A march for rural hospitals
event this summer in
Washington, D.C.

Kidder points out that these programs do not, in fact, cost the Medicare program more money. In April, NRHA analyzed CMS sharedsavings program data and found that Medicare spent 3.7 percent less per rural Medicare beneficiary than for care provided in other areas.

“What we really have at the end of the year is an opportunity to influence Congress to extend these programs an additional one year,” says Kidder.

Other Medicare extenders are up for grabs, as are the two percent Medicare sequestration cuts in January and a decrease in the bad debt reimbursement from 70 percent to 65 percent.

A hard time fitting in
New Medicare payment models under health care reform propose to financially support rural and urban hospitals alike. But rural providers will have a hard time fitting into new, more collaborative models of care, specifically Accountable Care Organizations (ACOs), according to Morgan.

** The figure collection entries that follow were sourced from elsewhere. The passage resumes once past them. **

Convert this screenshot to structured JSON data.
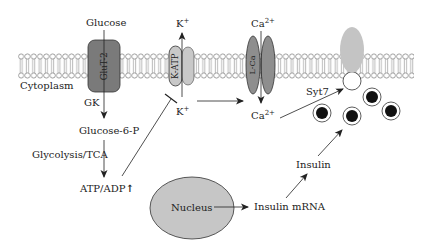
{
  "diagram": {
    "colors": {
      "membrane_line": "#777777",
      "glut2_fill": "#7a7a7a",
      "katp_fill": "#c8c8c8",
      "lca_fill": "#8e8e8e",
      "syt7_fill": "#c4c4c4",
      "nucleus_fill": "#c6c6c6",
      "vesicle_core": "#111111",
      "arrow": "#333333"
    },
    "labels": {
      "glucose": "Glucose",
      "glut2": "GluT-2",
      "cytoplasm": "Cytoplasm",
      "gk": "GK",
      "glucose6p": "Glucose-6-P",
      "glycolysis": "Glycolysis/TCA",
      "atp_adp": "ATP/ADP",
      "atp_adp_arrow": "↑",
      "katp": "K-ATP",
      "k_out": "K",
      "k_out_sup": "+",
      "k_in": "K",
      "k_in_sup": "+",
      "lca": "L-Ca",
      "ca_out": "Ca",
      "ca_out_sup": "2+",
      "ca_in": "Ca",
      "ca_in_sup": "2+",
      "syt7": "Syt7",
      "insulin": "Insulin",
      "insulin_mrna": "Insulin mRNA",
      "nucleus": "Nucleus"
    }
  }
}
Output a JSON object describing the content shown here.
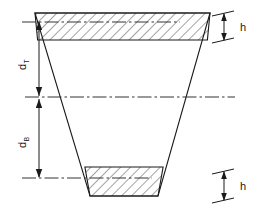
{
  "figure": {
    "labels": {
      "dim_top_main": "d",
      "dim_top_sub": "T",
      "dim_bottom_main": "d",
      "dim_bottom_sub": "B",
      "height_top": "h",
      "height_bottom": "h"
    },
    "colors": {
      "outline": "#1a1a1a",
      "hatch": "#1a1a1a",
      "centerline": "#333333",
      "dimension": "#1a1a1a",
      "background": "#ffffff"
    },
    "geometry": {
      "trapezoid": {
        "top_left_x": 35,
        "top_right_x": 210,
        "top_y": 13,
        "bottom_left_x": 90,
        "bottom_right_x": 158,
        "bottom_y": 196
      },
      "top_band": {
        "y_start": 13,
        "y_end": 40
      },
      "bottom_band": {
        "y_start": 167,
        "y_end": 196
      },
      "neutral_axis_y": 97,
      "top_datum_y": 22,
      "bottom_datum_y": 178,
      "dimension_line_x": 39
    }
  }
}
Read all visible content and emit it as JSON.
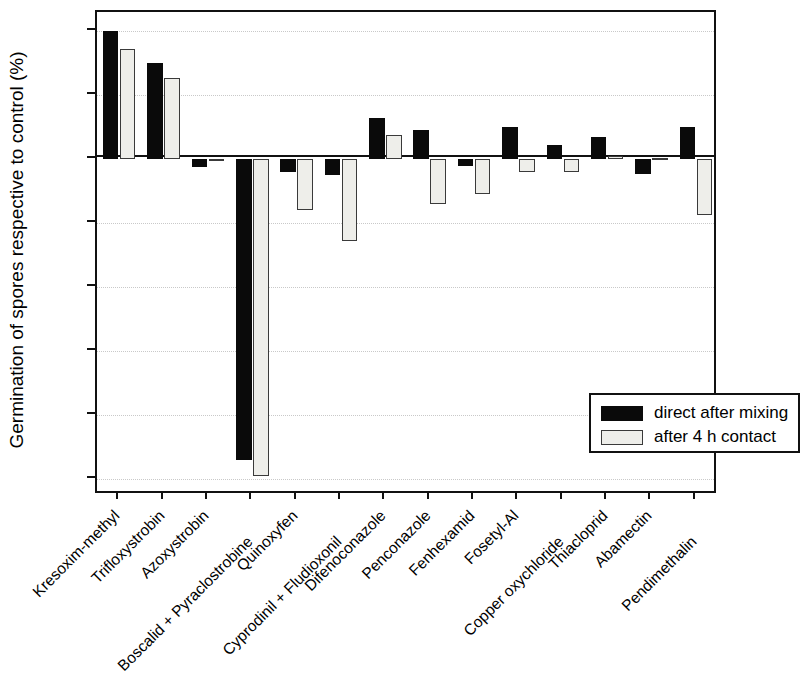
{
  "chart_data": {
    "type": "bar",
    "title": "",
    "xlabel": "",
    "ylabel": "Germination of spores respective to control (%)",
    "ylim": [
      -105,
      46
    ],
    "yticks": [
      40,
      20,
      0,
      -20,
      -40,
      -60,
      -80,
      -100
    ],
    "ytick_labels": [
      "40",
      "20",
      "0",
      "-20",
      "-40",
      "-60",
      "-80",
      "-100"
    ],
    "grid": true,
    "legend_position": "lower right",
    "categories": [
      "Kresoxim-methyl",
      "Trifloxystrobin",
      "Azoxystrobin",
      "Boscalid + Pyraclostrobine",
      "Quinoxyfen",
      "Cyprodinil + Fludioxonil",
      "Difenoconazole",
      "Penconazole",
      "Fenhexamid",
      "Fosetyl-Al",
      "Copper oxychloride",
      "Thiacloprid",
      "Abamectin",
      "Pendimethalin"
    ],
    "series": [
      {
        "name": "direct after mixing",
        "color": "#0a0a0a",
        "values": [
          40,
          30,
          -2.5,
          -94,
          -4,
          -5,
          13,
          9,
          -2,
          10,
          4.5,
          7,
          -4.5,
          10
        ]
      },
      {
        "name": "after 4 h contact",
        "color": "#eeeeea",
        "values": [
          34.5,
          25.5,
          0,
          -99,
          -16,
          -25.5,
          7.5,
          -14,
          -11,
          -4,
          -4,
          1,
          0.5,
          -17.5
        ]
      }
    ]
  },
  "legend": {
    "items": [
      {
        "label": "direct after mixing",
        "swatch": "black"
      },
      {
        "label": "after 4 h contact",
        "swatch": "grey"
      }
    ]
  }
}
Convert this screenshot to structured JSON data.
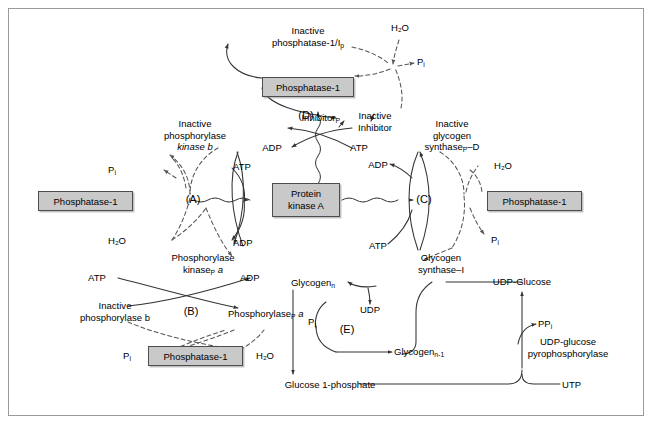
{
  "figure": {
    "border_color": "#9a9a9a",
    "background": "#ffffff"
  },
  "style": {
    "enzyme_box_fill": "#c9c9c9",
    "enzyme_box_border": "#4d4d4d",
    "line_color": "#333333",
    "text_color": "#000000"
  },
  "enzyme_boxes": [
    {
      "id": "phosphatase-top",
      "label": "Phosphatase-1"
    },
    {
      "id": "phosphatase-left",
      "label": "Phosphatase-1"
    },
    {
      "id": "phosphatase-right",
      "label": "Phosphatase-1"
    },
    {
      "id": "phosphatase-bottom",
      "label": "Phosphatase-1"
    },
    {
      "id": "protein-kinase-a",
      "label_line1": "Protein",
      "label_line2": "kinase A"
    }
  ],
  "regions": {
    "a": "(A)",
    "b": "(B)",
    "c": "(C)",
    "d": "(D)",
    "e": "(E)"
  },
  "labels": {
    "inactive_phosphatase_line1": "Inactive",
    "inactive_phosphatase_line2": "phosphatase-1/I",
    "inactive_phosphatase_sub": "p",
    "h2o_top": "H₂O",
    "pi_top": "P",
    "pi_sub": "i",
    "inhibitor_p": "Inhibitor",
    "inhibitor_p_sub": "P",
    "inactive_inhibitor_line1": "Inactive",
    "inactive_inhibitor_line2": "Inhibitor",
    "adp_d_left": "ADP",
    "atp_d_right": "ATP",
    "inactive_phos_kinase_line1": "Inactive",
    "inactive_phos_kinase_line2": "phosphorylase",
    "inactive_phos_kinase_line3": "kinase b",
    "pi_left": "P",
    "h2o_left": "H₂O",
    "atp_a": "ATP",
    "adp_a": "ADP",
    "phosphorylase_kinase_line1": "Phosphorylase",
    "phosphorylase_kinase_line2": "kinase",
    "phosphorylase_kinase_sub": "P",
    "phosphorylase_kinase_suffix": " a",
    "atp_b": "ATP",
    "adp_b": "ADP",
    "inactive_phosphorylase_line1": "Inactive",
    "inactive_phosphorylase_line2": "phosphorylase b",
    "phosphorylase_p_a": "Phosphorylase",
    "phosphorylase_p_a_sub": "P",
    "phosphorylase_p_a_suffix": " a",
    "pi_bottom_left": "P",
    "h2o_bottom_left": "H₂O",
    "adp_c": "ADP",
    "atp_c": "ATP",
    "inactive_glyc_synthase_line1": "Inactive",
    "inactive_glyc_synthase_line2": "glycogen",
    "inactive_glyc_synthase_line3": "synthase",
    "inactive_glyc_synthase_sub": "P",
    "inactive_glyc_synthase_suffix": "–D",
    "h2o_right": "H₂O",
    "pi_right": "P",
    "glycogen_synthase_i_line1": "Glycogen",
    "glycogen_synthase_i_line2": "synthase–I",
    "glycogen_n": "Glycogen",
    "glycogen_n_sub": "n",
    "glycogen_n1": "Glycogen",
    "glycogen_n1_sub": "n-1",
    "udp": "UDP",
    "udp_glucose": "UDP-Glucose",
    "pi_e": "P",
    "glucose_1_phosphate": "Glucose 1-phosphate",
    "ppi": "PP",
    "ppi_sub": "i",
    "udp_glucose_pyrophosphorylase_line1": "UDP-glucose",
    "udp_glucose_pyrophosphorylase_line2": "pyrophosphorylase",
    "utp": "UTP"
  }
}
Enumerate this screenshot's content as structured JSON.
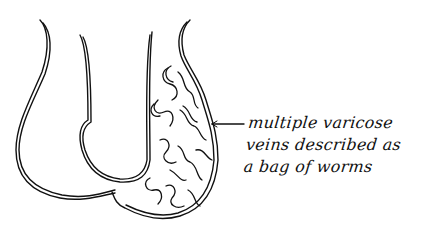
{
  "figure": {
    "line_color": "#111111",
    "background": "#ffffff"
  },
  "annotation": {
    "lines": [
      "multiple varicose",
      "veins described as",
      "a bag of worms"
    ]
  }
}
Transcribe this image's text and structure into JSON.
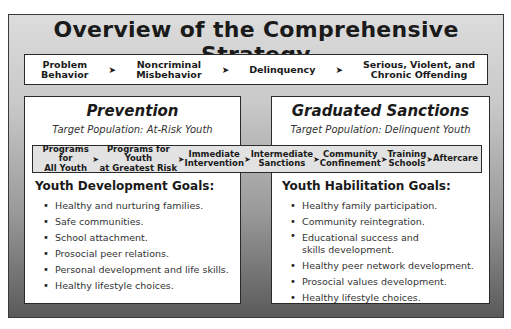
{
  "title": "Overview of the Comprehensive Strategy",
  "continuum": {
    "items": [
      "Problem\nBehavior",
      "Noncriminal\nMisbehavior",
      "Delinquency",
      "Serious, Violent, and\nChronic Offending"
    ],
    "arrow_icon": "➤"
  },
  "prevention": {
    "title": "Prevention",
    "target": "Target Population: At-Risk Youth",
    "goals_title": "Youth Development Goals:",
    "goals": [
      "Healthy and nurturing families.",
      "Safe communities.",
      "School attachment.",
      "Prosocial peer relations.",
      "Personal development and life skills.",
      "Healthy lifestyle choices."
    ]
  },
  "sanctions": {
    "title": "Graduated Sanctions",
    "target": "Target Population: Delinquent Youth",
    "goals_title": "Youth Habilitation Goals:",
    "goals": [
      "Healthy family participation.",
      "Community reintegration.",
      "Educational success and\nskills development.",
      "Healthy peer network development.",
      "Prosocial values development.",
      "Healthy lifestyle choices."
    ]
  },
  "programs": {
    "items": [
      "Programs for\nAll Youth",
      "Programs for Youth\nat Greatest Risk",
      "Immediate\nIntervention",
      "Intermediate\nSanctions",
      "Community\nConfinement",
      "Training\nSchools",
      "Aftercare"
    ],
    "arrow_icon": "➤"
  },
  "colors": {
    "border": "#2a2a2a",
    "band_fill": "#e2e2e2",
    "frame_top": "#dcdcdc",
    "frame_bottom": "#5a5a5a"
  }
}
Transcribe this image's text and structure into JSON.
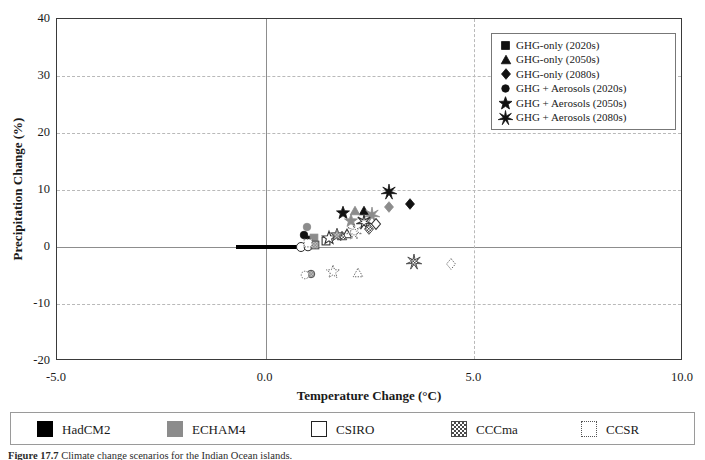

ACOs encourage providers to hold joint responsibility for the health of a patient, giving them financial incentives to cooperate and save money. Providers that achieve this, while also meeting quality targets, are able to keep a share of the savings. But if an ACO is not able to save money, it might have to pay a penalty or eat the costs of investments made to improve care. When the Obama administration originally released its proposed rule on ACOs, rural providers weren’t happy. Complaints about the costs of establishing an ACO led to a concession from the administration to allow rural providers to apply and receive advanced payments in order to help them build the infrastructure for coordinated care.